Gasp! And I've left a lot out. Suffice it to say that this book is stuffed full of incident, intrigue, interesting aliens, and, well, improbability. In the end, the mysteries are resolved (the chief villain, it should be said, is a bit obvious) and some of the really weird happenings, such as Mallory's magnetism for murder, are explained in a reasonably plausible fashion. The nature of the aliens, of human relations to them, and the future resolution to all these issues is well enough arranged -- and, yes, future books in the series seem to be coming.
That said, I did have some issues, primarily with the sheer absurdity of some of the science, and the implausibility of some of the events and motivations. In the end, I'm willing to give much of the scientific implausibility a bit of a pass on the grounds that perhaps for a certain sort of SF -- indeed, I was reminded of James Alan Gardner's similarly entertaining and difficult to believe League of Peoples novels -- it's OK to let go of logic to allow the telling of a fun story and the description of involving aliens. And, yes, Mallory's improbable back story gets something of an explanation. But things like the movie Phineas was making that he had to abandon for family issues becoming an Oscar winner stretched my credibility far enough it snapped ... and that was a needless elaboration. Beyond that, as with so many novels these days, I thought some judicious cutting was in order.

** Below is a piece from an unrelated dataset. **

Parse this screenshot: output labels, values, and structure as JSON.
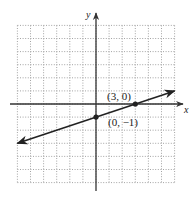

The digressions detailing the back story of all the major characters tried my patience a bit, though Lafferty's auctorial voice has enough verve that my interest was held -- which isn't to deny that less might have been more.
Anyway, I found this book a good deal of fun, if not wholly successful. It's got plenty of SFnal brio, at times to a fault maybe. The mystery is set up intriguingly, if the resolution is just a tad flat. But I'm happy I read it, and I'll be there for Midsolar Murders 2.